Common flood management tactics risk doing more harm than good without improved monitoring and understanding of rivers, according to a new study co-authored by Simon Fraser University researchers.
Published in the journal Nature, the study looked at the 2021 flood of Western Europe's Meuse River that caused dozens of fatalities and billions of dollars in infrastructure damage. The team discovered a regularly used flood mitigation strategy may have played a key role in exacerbating impacts of the flood.
The findings revealed that river widening, a common practice used to reduce flood risks accompanying severe rain events, actually had the opposite effect on the Meuse River.
Instead, when water volume rose with precipitation from a storm, it rapidly altered the river's morphology causing an unanticipated increase in erosion and sediment mobility, explains explains Environmental Science Professor Jeremy Venditti, who co-authored the study with Wageningen University.

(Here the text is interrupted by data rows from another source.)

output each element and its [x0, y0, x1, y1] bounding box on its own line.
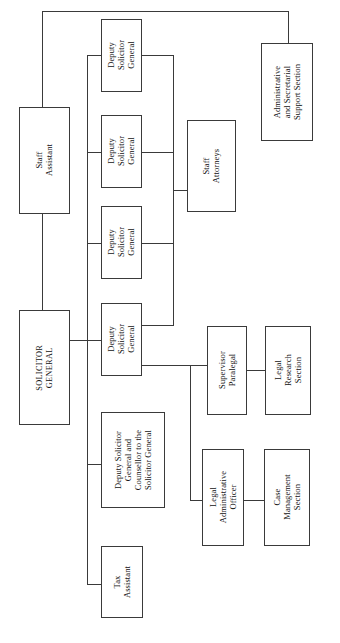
node-deputy-solicitor-general-2-label: Deputy Solicitor General	[106, 136, 136, 166]
connector-admin-support-down	[288, 11, 289, 43]
connector-sg-stub	[70, 340, 88, 341]
node-deputy-solicitor-general-3[interactable]: Deputy Solicitor General	[101, 206, 142, 279]
connector-paralegal-to-research	[247, 370, 265, 371]
connector-deputy-2-out	[141, 152, 174, 153]
connector-officer-to-case-mgmt	[244, 500, 264, 501]
node-tax-assistant[interactable]: Tax Assistant	[101, 546, 143, 618]
node-legal-research-section-label: Legal Research Section	[273, 355, 303, 387]
node-supervisor-paralegal-label: Supervisor Paralegal	[217, 352, 237, 390]
node-deputy-solicitor-general-4-label: Deputy Solicitor General	[106, 324, 136, 354]
connector-spine-to-deputy-1	[87, 55, 101, 56]
connector-top-rail	[42, 11, 289, 12]
node-case-management-section-label: Case Management Section	[272, 475, 302, 520]
node-deputy-solicitor-general-4[interactable]: Deputy Solicitor General	[101, 303, 142, 376]
connector-main-spine	[87, 55, 88, 584]
org-chart: SOLICITOR GENERAL Staff Assistant Admini…	[0, 0, 340, 643]
node-deputy-solicitor-general-3-label: Deputy Solicitor General	[106, 227, 136, 257]
connector-spine-to-deputy-4	[87, 340, 101, 341]
node-deputy-solicitor-general-1-label: Deputy Solicitor General	[106, 40, 136, 70]
node-supervisor-paralegal[interactable]: Supervisor Paralegal	[207, 326, 247, 415]
connector-rail-to-staff-attorneys	[173, 190, 187, 191]
node-staff-assistant[interactable]: Staff Assistant	[19, 107, 70, 214]
node-legal-administrative-officer[interactable]: Legal Administrative Officer	[202, 449, 244, 546]
connector-spine-to-deputy-2	[87, 152, 101, 153]
connector-paralegal-officer-rail	[190, 365, 191, 500]
connector-deputy-4-out	[141, 325, 174, 326]
connector-deputy-3-out	[141, 243, 174, 244]
node-legal-research-section[interactable]: Legal Research Section	[265, 326, 311, 415]
node-tax-assistant-label: Tax Assistant	[112, 566, 132, 598]
connector-rail-to-legal-admin-officer	[190, 500, 202, 501]
node-admin-secretarial-support-section-label: Administrative and Secretarial Support S…	[272, 64, 302, 120]
connector-spine-to-deputy-3	[87, 243, 101, 244]
node-staff-attorneys-label: Staff Attorneys	[201, 149, 221, 183]
connector-staff-assistant-up	[42, 11, 43, 107]
connector-spine-to-deputy-counsellor	[87, 464, 101, 465]
connector-deputy-1-out	[141, 55, 174, 56]
connector-rail-to-supervisor-paralegal	[190, 365, 207, 366]
node-solicitor-general-label: SOLICITOR GENERAL	[35, 345, 55, 391]
connector-deputy-4-branch-out	[141, 365, 191, 366]
node-admin-secretarial-support-section[interactable]: Administrative and Secretarial Support S…	[261, 43, 313, 141]
node-deputy-solicitor-general-2[interactable]: Deputy Solicitor General	[101, 115, 142, 188]
node-staff-attorneys[interactable]: Staff Attorneys	[187, 120, 236, 212]
connector-sg-to-staff-assistant	[42, 214, 43, 310]
node-deputy-solicitor-general-1[interactable]: Deputy Solicitor General	[101, 19, 142, 92]
node-case-management-section[interactable]: Case Management Section	[264, 449, 310, 546]
node-legal-administrative-officer-label: Legal Administrative Officer	[208, 471, 238, 523]
node-deputy-solicitor-general-counsellor[interactable]: Deputy Solicitor General and Counsellor …	[101, 412, 165, 508]
connector-spine-to-tax-assistant	[87, 584, 101, 585]
node-staff-assistant-label: Staff Assistant	[34, 144, 54, 176]
node-deputy-solicitor-general-counsellor-label: Deputy Solicitor General and Counsellor …	[113, 430, 153, 490]
node-solicitor-general[interactable]: SOLICITOR GENERAL	[19, 310, 70, 425]
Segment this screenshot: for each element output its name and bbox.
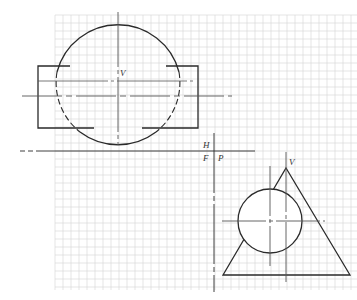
fold-label-p: P (218, 154, 224, 163)
fold-label-f: F (203, 154, 209, 163)
top-vertex-label: V (120, 69, 126, 78)
profile-vertex-label: V (289, 158, 295, 167)
drawing-canvas (0, 0, 357, 300)
profile-view (222, 152, 350, 283)
fold-label-h: H (203, 141, 210, 150)
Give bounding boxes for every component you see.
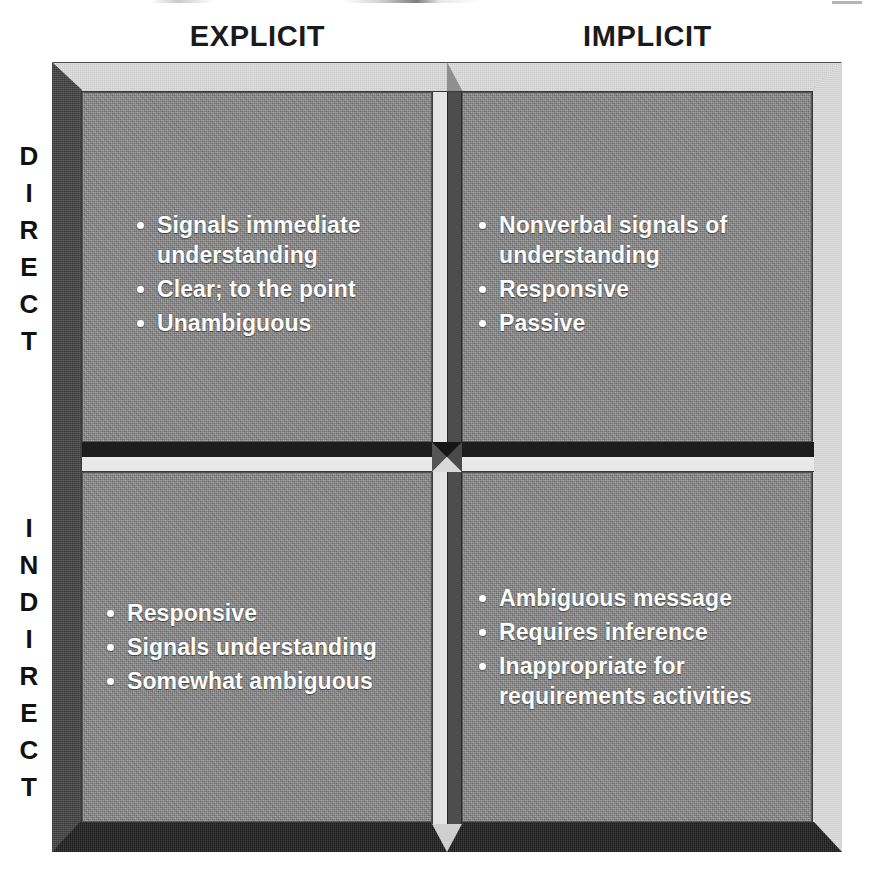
bullet-dot-icon	[137, 286, 144, 293]
bullet-item: Signals understanding	[105, 632, 429, 662]
bullet-label: Inappropriate for requirements activitie…	[499, 653, 752, 709]
bullet-label: Requires inference	[499, 619, 708, 645]
column-header-explicit: EXPLICIT	[115, 20, 400, 53]
bullet-label: Somewhat ambiguous	[127, 668, 373, 694]
bullet-list: ResponsiveSignals understandingSomewhat …	[105, 598, 429, 696]
row-header-letter: D	[8, 584, 50, 621]
row-header-letter: D	[8, 138, 50, 175]
row-header-letter: N	[8, 547, 50, 584]
row-header-indirect: INDIRECT	[8, 510, 50, 806]
bullet-item: Signals immediate understanding	[135, 210, 425, 270]
bullet-list: Ambiguous messageRequires inferenceInapp…	[477, 583, 809, 711]
bullet-dot-icon	[107, 644, 114, 651]
bullet-item: Responsive	[477, 274, 805, 304]
row-header-letter: I	[8, 621, 50, 658]
bevel-top-edge	[52, 62, 842, 93]
quadrant-indirect-explicit[interactable]: ResponsiveSignals understandingSomewhat …	[82, 472, 432, 822]
bullet-dot-icon	[479, 663, 486, 670]
row-header-letter: I	[8, 175, 50, 212]
row-header-direct: DIRECT	[8, 138, 50, 360]
bevel-left-edge	[52, 62, 82, 852]
bullet-label: Passive	[499, 310, 585, 336]
bullet-label: Responsive	[499, 276, 629, 302]
bullet-item: Clear; to the point	[135, 274, 425, 304]
bullet-item: Somewhat ambiguous	[105, 666, 429, 696]
bullet-dot-icon	[479, 320, 486, 327]
column-header-implicit: IMPLICIT	[505, 20, 790, 53]
row-header-letter: E	[8, 249, 50, 286]
row-header-letter: C	[8, 732, 50, 769]
bullet-label: Signals understanding	[127, 634, 377, 660]
bullet-label: Clear; to the point	[157, 276, 356, 302]
bullet-dot-icon	[479, 595, 486, 602]
quadrant-direct-explicit[interactable]: Signals immediate understandingClear; to…	[82, 92, 432, 442]
row-header-letter: C	[8, 286, 50, 323]
bevel-bottom-edge	[52, 822, 842, 853]
bullet-dot-icon	[479, 286, 486, 293]
bullet-list: Nonverbal signals of understandingRespon…	[477, 210, 805, 338]
bullet-item: Requires inference	[477, 617, 809, 647]
scan-artifact-top-right	[832, 1, 862, 4]
row-header-letter: I	[8, 510, 50, 547]
bullet-dot-icon	[479, 222, 486, 229]
matrix-face: Signals immediate understandingClear; to…	[81, 91, 813, 823]
scan-artifact-top	[150, 0, 610, 3]
row-header-letter: T	[8, 769, 50, 806]
bullet-dot-icon	[107, 610, 114, 617]
bullet-dot-icon	[479, 629, 486, 636]
matrix-diagram: Signals immediate understandingClear; to…	[52, 62, 842, 852]
bullet-dot-icon	[107, 678, 114, 685]
bullet-item: Inappropriate for requirements activitie…	[477, 651, 809, 711]
bullet-label: Responsive	[127, 600, 257, 626]
bevel-right-edge	[812, 62, 843, 852]
bullet-label: Nonverbal signals of understanding	[499, 212, 727, 268]
bullet-item: Ambiguous message	[477, 583, 809, 613]
row-header-letter: R	[8, 658, 50, 695]
bullet-dot-icon	[137, 222, 144, 229]
bullet-dot-icon	[137, 320, 144, 327]
bullet-item: Passive	[477, 308, 805, 338]
quadrant-direct-implicit[interactable]: Nonverbal signals of understandingRespon…	[462, 92, 812, 442]
bullet-item: Responsive	[105, 598, 429, 628]
bullet-label: Ambiguous message	[499, 585, 732, 611]
bullet-label: Signals immediate understanding	[157, 212, 361, 268]
row-header-letter: E	[8, 695, 50, 732]
bullet-list: Signals immediate understandingClear; to…	[135, 210, 425, 338]
row-header-letter: T	[8, 323, 50, 360]
bullet-label: Unambiguous	[157, 310, 311, 336]
bullet-item: Unambiguous	[135, 308, 425, 338]
quadrant-indirect-implicit[interactable]: Ambiguous messageRequires inferenceInapp…	[462, 472, 812, 822]
row-header-letter: R	[8, 212, 50, 249]
bullet-item: Nonverbal signals of understanding	[477, 210, 805, 270]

Running from France through Belgium and the Netherlands, the Meuse was previously engineered and narrowed, controlling flow and allowing for infrastructure near the riverbanks. In more recent efforts to manage future flooding, sections of the river were re-naturalized, meaning the river was widened and infrastructure pulled back from the river bank.
The management technique is simple in theory; widening rivers increases the water carrying capacity and reduces the risk of overflows that threaten human life and infrastructure. But in practice, two problems emerged.

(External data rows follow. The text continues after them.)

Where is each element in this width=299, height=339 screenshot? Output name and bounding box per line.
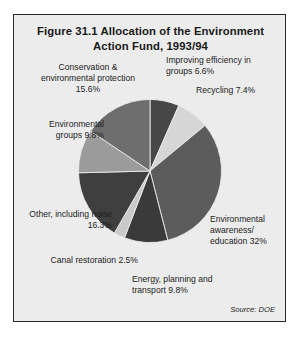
pie-label-environmental-groups: Environmental groups 9.8%	[22, 119, 104, 141]
pie-label-canal-restoration: Canal restoration 2.5%	[40, 255, 138, 266]
pie-label-other-including-noise: Other, including noise 16.3%	[28, 209, 112, 231]
pie-chart: Conservation & environmental protection …	[14, 15, 287, 323]
pie-label-recycling: Recycling 7.4%	[196, 85, 266, 96]
pie-label-improving-efficiency: Improving efficiency in groups 6.6%	[166, 55, 266, 77]
source-note: Source: DOE	[230, 305, 275, 314]
pie-label-energy-planning-transport: Energy, planning and transport 9.8%	[132, 274, 222, 296]
pie-label-environmental-awareness: Environmental awareness/ education 32%	[210, 214, 286, 248]
pie-label-conservation: Conservation & environmental protection …	[36, 62, 140, 96]
figure-panel: Figure 31.1 Allocation of the Environmen…	[13, 14, 286, 322]
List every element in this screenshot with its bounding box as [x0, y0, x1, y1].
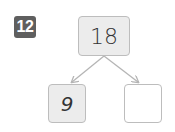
whole-value: 18 — [90, 24, 118, 49]
arrow-right — [104, 56, 138, 82]
part-value-left: 9 — [61, 92, 74, 116]
part-box-left: 9 — [48, 84, 86, 123]
part-box-right-answer[interactable] — [124, 84, 162, 123]
whole-box: 18 — [78, 16, 130, 56]
arrow-left — [72, 56, 104, 82]
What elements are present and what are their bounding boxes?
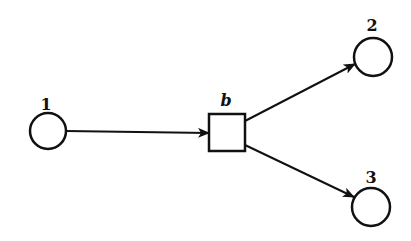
arc-1-to-b — [66, 131, 209, 133]
arc-b-to-2 — [245, 64, 355, 121]
transition-label-b: b — [220, 91, 231, 110]
transition-node-b — [209, 114, 245, 151]
diagram-canvas: 123 b — [0, 0, 411, 241]
transitions: b — [209, 91, 245, 151]
place-label-3: 3 — [365, 168, 376, 187]
place-label-1: 1 — [40, 95, 51, 114]
arc-b-to-3 — [245, 145, 354, 197]
place-node-2 — [354, 38, 392, 76]
place-node-1 — [30, 113, 66, 149]
place-label-2: 2 — [366, 16, 377, 35]
place-node-3 — [352, 188, 390, 226]
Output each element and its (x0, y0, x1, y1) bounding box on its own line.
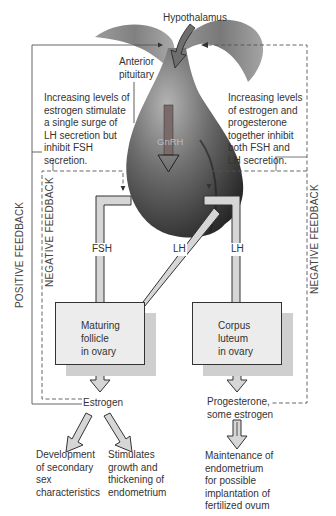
note-line: LH secretion. (228, 155, 302, 168)
corpus-line: Corpus (218, 319, 253, 332)
follicle-line: Maturing (81, 319, 120, 332)
follicle-line: follicle (81, 332, 120, 345)
fsh-label: FSH (91, 243, 113, 256)
hypothalamus-label: Hypothalamus (163, 12, 227, 25)
lh-left-label: LH (172, 243, 187, 256)
note-line: both FSH and (228, 142, 302, 155)
estrogen-label: Estrogen (82, 397, 124, 410)
corpus-line: luteum (218, 332, 253, 345)
endometrium-growth-label: Stimulates growth and thickening of endo… (108, 449, 166, 499)
anterior-pituitary-line-1: Anterior (119, 56, 154, 69)
note-line: Increasing levels (228, 92, 302, 105)
progesterone-label: Progesterone, some estrogen (207, 396, 273, 421)
note-line: progesterone (228, 117, 302, 130)
outcome-line: Development (36, 449, 100, 462)
outcome-line: characteristics (36, 487, 100, 500)
endometrium-maintenance-label: Maintenance of endometrium for possible … (205, 450, 273, 513)
positive-feedback-note: Increasing levels of estrogen stimulate … (44, 92, 130, 167)
outcome-line: endometrium (205, 463, 273, 476)
outcome-line: Maintenance of (205, 450, 273, 463)
outcome-line: of secondary (36, 462, 100, 475)
lh-right-label: LH (230, 243, 245, 256)
note-line: LH secretion but (44, 130, 130, 143)
progesterone-line: Progesterone, (207, 396, 273, 409)
note-line: Increasing levels of (44, 92, 130, 105)
negative-feedback-label-right: NEGATIVE FEEDBACK (309, 184, 320, 294)
outcome-line: for possible (205, 475, 273, 488)
corpus-line: in ovary (218, 345, 253, 358)
outcome-line: sex (36, 474, 100, 487)
outcome-line: implantation of (205, 488, 273, 501)
follicle-line: in ovary (81, 345, 120, 358)
negative-feedback-label-left: NEGATIVE FEEDBACK (44, 177, 55, 287)
outcome-line: growth and (108, 462, 166, 475)
outcome-line: endometrium (108, 487, 166, 500)
estrogen-to-endometrium-arrow (104, 413, 132, 452)
gnrh-label: GnRH (157, 136, 183, 149)
anterior-pituitary-label: Anterior pituitary (119, 56, 154, 81)
note-line: estrogen stimulate (44, 105, 130, 118)
estrogen-to-sex-characteristics-arrow (66, 413, 92, 452)
positive-feedback-label: POSITIVE FEEDBACK (14, 202, 25, 308)
note-line: of estrogen and (228, 105, 302, 118)
maturing-follicle-box: Maturing follicle in ovary (55, 302, 145, 365)
negative-feedback-note: Increasing levels of estrogen and proges… (228, 92, 302, 167)
note-line: a single surge of (44, 117, 130, 130)
anterior-pituitary-line-2: pituitary (119, 69, 154, 82)
outcome-line: thickening of (108, 474, 166, 487)
note-line: inhibit FSH (44, 142, 130, 155)
note-line: together inhibit (228, 130, 302, 143)
outcome-line: Stimulates (108, 449, 166, 462)
corpus-luteum-box: Corpus luteum in ovary (192, 302, 282, 365)
note-line: secretion. (44, 155, 130, 168)
progesterone-line: some estrogen (207, 409, 273, 422)
outcome-line: fertilized ovum (205, 500, 273, 513)
secondary-sex-characteristics-label: Development of secondary sex characteris… (36, 449, 100, 499)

The first problem was that the river was widened unevenly, which caused bottlenecks. During the 2021 Meuse flooding event, the water discharging into the Netherlands was lower than levels experienced during previous flooding events in 1926, 1993 and 1995.

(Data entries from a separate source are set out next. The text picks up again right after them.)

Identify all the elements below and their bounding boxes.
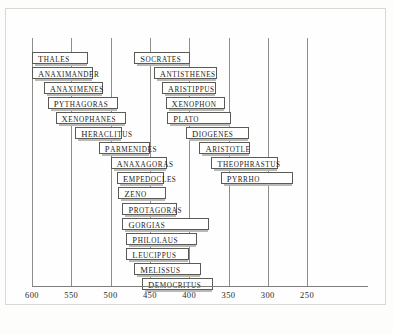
timeline-bar-label: Theophrastus xyxy=(217,159,280,170)
timeline-bar-label: Aristippus xyxy=(168,84,215,95)
timeline-bar-label: Leucippus xyxy=(132,250,176,261)
timeline-bar: Antisthenes xyxy=(154,67,217,79)
timeline-bar-label: Plato xyxy=(173,114,199,125)
timeline-bar-label: Heraclitus xyxy=(81,129,132,140)
x-axis-tick-label: 400 xyxy=(169,290,209,300)
x-axis-line xyxy=(32,286,368,287)
timeline-bar-label: Gorgias xyxy=(128,220,165,231)
timeline-bar: Leucippus xyxy=(126,248,189,260)
timeline-bar: Plato xyxy=(167,112,231,124)
x-axis-tick-label: 350 xyxy=(209,290,249,300)
timeline-bar: Anaximenes xyxy=(44,82,103,94)
timeline-bar: Protagoras xyxy=(122,203,177,215)
x-axis-tick-label: 600 xyxy=(12,290,52,300)
timeline-bar-label: Anaximander xyxy=(38,69,99,80)
timeline-bar-label: Anaxagoras xyxy=(117,159,174,170)
timeline-bar: Aristippus xyxy=(162,82,216,94)
timeline-bar: Empedocles xyxy=(117,172,164,184)
timeline-bar: Xenophanes xyxy=(56,112,127,124)
timeline-bar-label: Protagoras xyxy=(128,205,182,216)
timeline-bar-label: Pythagoras xyxy=(54,99,109,110)
timeline-bar-label: Diogenes xyxy=(192,129,233,140)
timeline-bar: Theophrastus xyxy=(211,157,278,169)
timeline-bar: Xenophon xyxy=(166,97,225,109)
timeline-bar-label: Socrates xyxy=(140,54,181,65)
timeline-bar: Thales xyxy=(32,52,88,64)
timeline-bar-label: Antisthenes xyxy=(160,69,216,80)
figure-timeline-greek-philosophers: ThalesAnaximanderAnaximenesPythagorasXen… xyxy=(0,0,393,334)
timeline-bar: Democritus xyxy=(142,278,213,290)
timeline-bar-label: Melissus xyxy=(140,265,180,276)
timeline-bar: Zeno xyxy=(118,187,165,199)
timeline-bar-label: Anaximenes xyxy=(50,84,104,95)
x-axis-tick-label: 250 xyxy=(287,290,327,300)
plot-area: ThalesAnaximanderAnaximenesPythagorasXen… xyxy=(32,38,362,286)
timeline-bar-label: Empedocles xyxy=(123,174,177,185)
timeline-bar: Diogenes xyxy=(186,127,249,139)
x-axis-tick-label: 450 xyxy=(130,290,170,300)
timeline-bar: Socrates xyxy=(134,52,190,64)
x-axis-tick-label: 300 xyxy=(248,290,288,300)
gridline-250 xyxy=(307,38,308,286)
timeline-bar: Anaximander xyxy=(32,67,93,79)
timeline-bar: Aristotle xyxy=(199,142,250,154)
timeline-bar: Pyrrho xyxy=(221,172,293,184)
x-axis-tick-label: 550 xyxy=(51,290,91,300)
timeline-bar: Melissus xyxy=(134,263,201,275)
timeline-bar-label: Xenophanes xyxy=(62,114,116,125)
timeline-bar: Philolaus xyxy=(126,233,197,245)
timeline-bar: Gorgias xyxy=(122,218,208,230)
timeline-bar-label: Thales xyxy=(38,54,70,65)
timeline-bar: Pythagoras xyxy=(48,97,119,109)
timeline-bar-label: Xenophon xyxy=(172,99,217,110)
x-axis-tick-label: 500 xyxy=(91,290,131,300)
timeline-bar-label: Philolaus xyxy=(132,235,178,246)
timeline-bar-label: Zeno xyxy=(124,189,146,200)
timeline-bar-label: Parmenides xyxy=(105,144,157,155)
timeline-bar-label: Aristotle xyxy=(205,144,250,155)
timeline-bar-label: Pyrrho xyxy=(227,174,260,185)
figure-caption xyxy=(0,322,393,334)
timeline-bar: Heraclitus xyxy=(75,127,122,139)
timeline-bar: Parmenides xyxy=(99,142,150,154)
timeline-bar: Anaxagoras xyxy=(111,157,168,169)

But even though the storm itself was shorter, the bottlenecks caused more damage, Venditti says, adding the velocity of the water increased 30 per cent compared to its 1995 equivalent prior to the river widening.
"There was nothing exceptional about this flood. This kind of flood flow had gone through this channel many times in the past, both before and after the river had been engineered," says Venditti. "This time it did something different, because of the uneven de-engineering of the river."
The second problem was that the structure of the riverbed itself, made up of fine sand protected by only a thin layer of gravel.
Venditti, a geomorphologist who has led front-running research on what happens when rivers naturally narrowed in bedrock canyons, notes that it's equivalent to creating a jet along the bed of the river that creates giant scours - or holes - on the bottom.
"You cause velocity inversions to happen. Water comes into a narrow constriction of the river and instead of the fast water being on top of the river and slow water being on the bottom, it inverts," he says. "When you put the fast-moving water on the bottom, you're really increasing the erosion potential of the river, and that's exactly what happened in the Meuse."
Once this unanticipated erosion process began and water penetrated the thin layer of gravel, there was nothing to stop it; the sand eroded over 15 meters deep in some sections, he explains. These holes caused water levels to rise and overflow above the riverbanks, devastating infrastructure.
According to the authors, many rivers around the world have these scours, the majority of which are linked to human interference, mining and similar sediment structures to the Meuse. These rivers, including the Saskatchewan, Rhine and Mississippi Rivers, could be susceptible to similar erosion futures.